I feel Alec sometimes planted certain papers at the top of the pile. Why else would I find letters denouncing the United Nations as a communist plot? Do you know where that can lead you? The League of Nations, the use of military conflict to settle disagreements, the formation of city-states, national pride, the military-industrial complex, balance of power and the biblical description of the final destruction of the world.

One winter evening as we struggled home through the snow, full of peroghi and holobchi, my father said, “He thinks too much. It’ll be the end of him. A man like that.” He shook his head as if to suggest the dire consequences of so much thought. But it didn’t happen that way. Instead, water and gravity conspired to undo my uncle. Unseasonal rains had kept him out of his fields. Although he frequently rode his white horse into the oak grove to set God straight, rain continued to fall. When the sun finally appeared, Alec was in a rush to get his crops planted and started work before the ground was ready. His tractor got stuck, and when he tried to get it out, it tipped over backward and fell on him. He lay in the field for two days before our neighbours discovered his body.

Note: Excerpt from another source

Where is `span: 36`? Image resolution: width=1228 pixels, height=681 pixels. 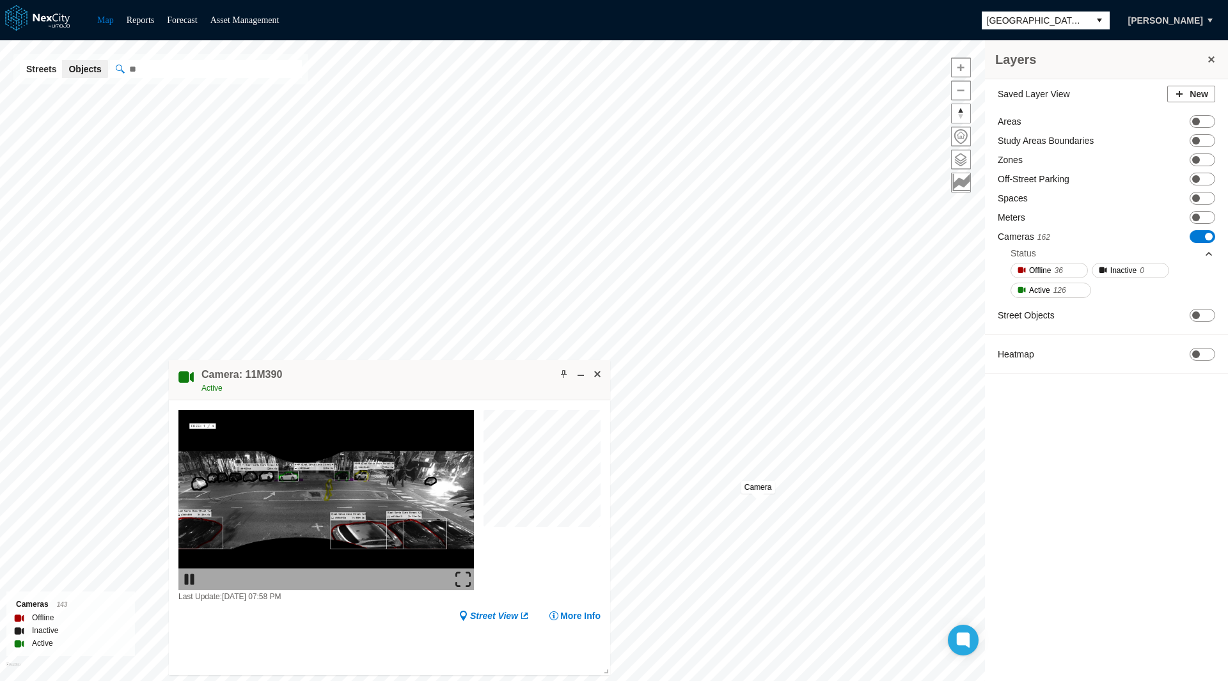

That spring, his fields lay fallow. Sometimes, I’d slip through the poplar bush, over the barbed wire fence, and let myself in a back window and just sit there as if, magically, my presence would bring him noisily stamping through the back door, ready to continue our unfinished arguments. When school was out, I went to Winnipeg to work in a warehouse. In July, my parents sold Alec’s house and forty acres to someone from the city who wanted it for a hobby farm.

The first thing the newcomers did was throw out all the books and put up a TV antenna. They didn’t even put the books in boxes but just unloaded them at the garbage dump. I heard about it while I was eating a hamburger at Mary’s Restaurant. By this time, I was eighteen and had my car (not the sleek red convertible I’d imagined but a beat-up Chevy for which I’d been able to pay cash) so I drove out to the dump. Someone had set the books on fire and they sat in a charred pile. I kicked the pile apart and salvaged what I could (117 books on everything from the lives of the saints to farming in New Guinea).

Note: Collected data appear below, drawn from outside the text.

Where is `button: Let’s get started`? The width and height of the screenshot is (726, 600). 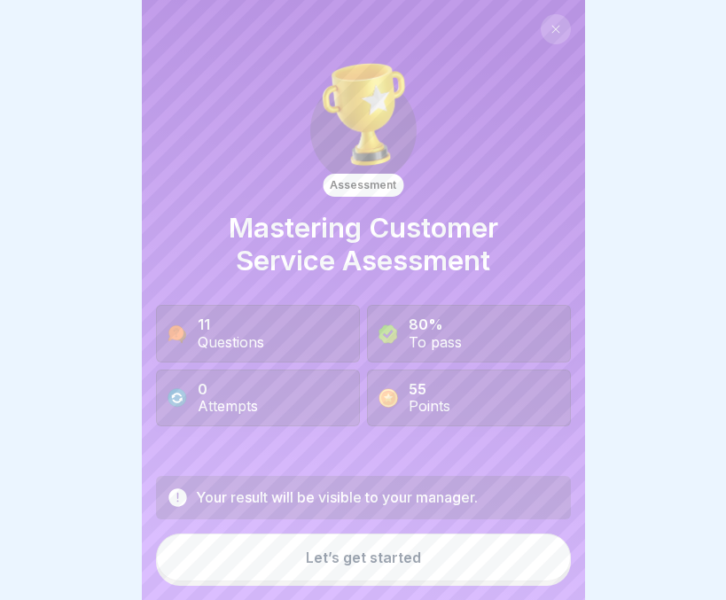
button: Let’s get started is located at coordinates (363, 558).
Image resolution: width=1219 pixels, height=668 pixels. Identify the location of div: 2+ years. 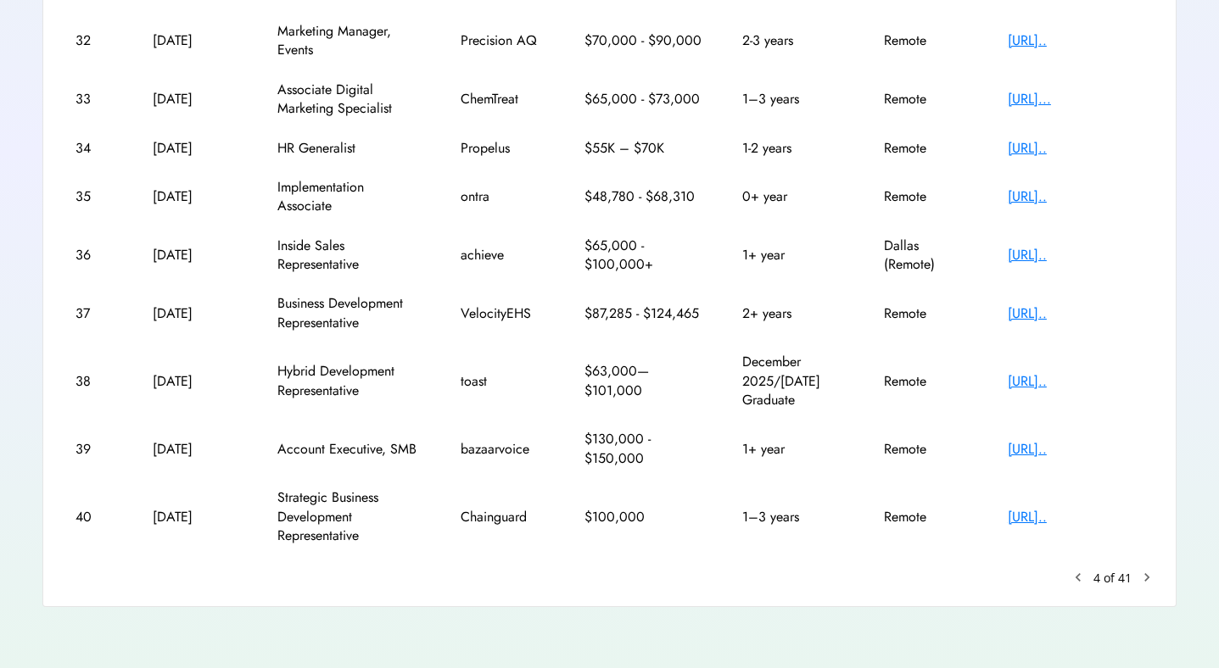
(793, 314).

By the time his will was found, probated, everything sold, it was the end of summer. My mother got the teapot and cup and saucer, my father, the beer-making equipment and a hundred dozen bottles. The rest of the estate—every cent he’d been able to save plus the money from the farm—was to be put in trust so that my brothers and sisters and I, if we wished, could go to university. Although we all were good students, university was not something we had ever considered. Doctors’ kids, lawyers’ kids, city kids, they went to that mythical and rumoured place. Country kids with foreign names like Wishnowski got jobs driving trucks and shovelling gravel.

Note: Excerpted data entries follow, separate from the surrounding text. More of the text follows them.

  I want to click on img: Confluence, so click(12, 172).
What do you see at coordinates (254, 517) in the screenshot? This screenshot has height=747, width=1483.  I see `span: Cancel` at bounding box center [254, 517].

To everyone’s surprise, most of all my own, in September, I found myself sitting beside the carefully tailored children of River Heights who spoke in carefully modulated voices, drove carefully chosen sports cars and skied in the Alps during Christmas break. Twice during my undergraduate years, I was asked into their homes. Although my sport jacket puckered between my shoulders and I still had difficulty remembering to put articles before nouns, I was a great hit with my classmates’ fathers. I knew every advertisement their companies had ever mailed out.

After the University of Manitoba, I went to Waterloo, and from there to Harvard. Next month, I’ll have my Ph.D. in political science. I’ve had some American job offers, but I’ve decided to come back to Winnipeg. I want to study the General Strike and the socio-political structure of the North End.

The committee that interviewed me for a job at the U of W asked me who had made the greatest contribution to my education. I fobbed them off with praise for one of my illustrious professors. I wonder what they would have thought if I had told them the truth—that a dark and brooding farmer who never could remember to buy toilet paper and who regularly lectured God was the best teacher I’d ever had.